While at Clarksville Dr. Webb published a treatise on the Theology of Infant Salvation, in which he convincingly shows how the Calvinistic system provides, on the basis of the Scriptures, for the salvation of all persons who die in infancy. Some years later he delivered a course of lectures on the Smyth foundation at Columbia Seminary, which were repeated at Jackson, Miss., and published under the title of The Christian Hope. At various times articles of his appeared in the Presbyterian Quarterly and in the religious papers. The two volumes. and the occasional articles alike exhibit the ability, knowledge, and conscientious work always characteristic of his strong and disciplined mind.
Dr. Webb was taken away in the maturity of his powers, and at a time when the Church needs his steadying influence, and his unsurpassed ability in training young men for the ministry. He lives in the characters and teachings of his hundreds of students, who in this and other lands are preaching the glorious Gospel of the blessed God.
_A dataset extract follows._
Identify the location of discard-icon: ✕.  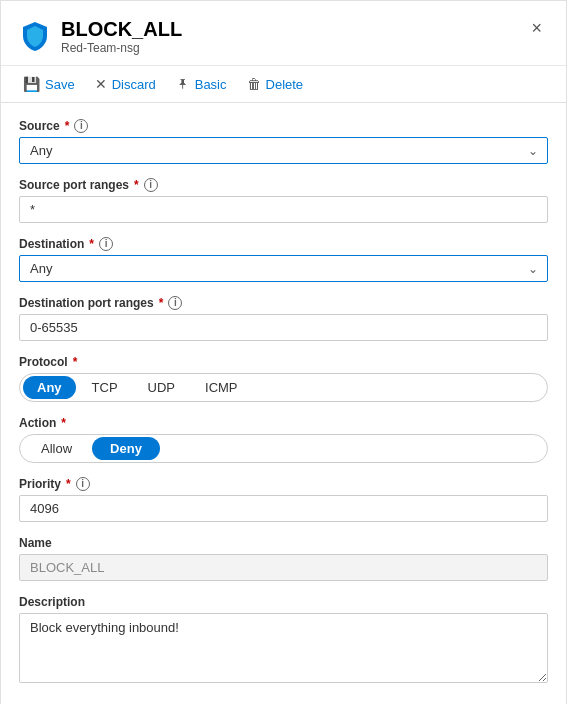
(101, 84).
On October 23, 1888, Dr. Webb was married to Miss Roberta Chauncey Beck, of Columbia, S. C, who with their two children, Miss Annie Webb, of Louisville, and Robert A. Webb, Jr., M. D. of London, England, survives him. A great multitude throughout the Church share their sorrow in the loss they have suffered, and are grateful to God for him and for the grace by which he wrought so much for the Church and the world.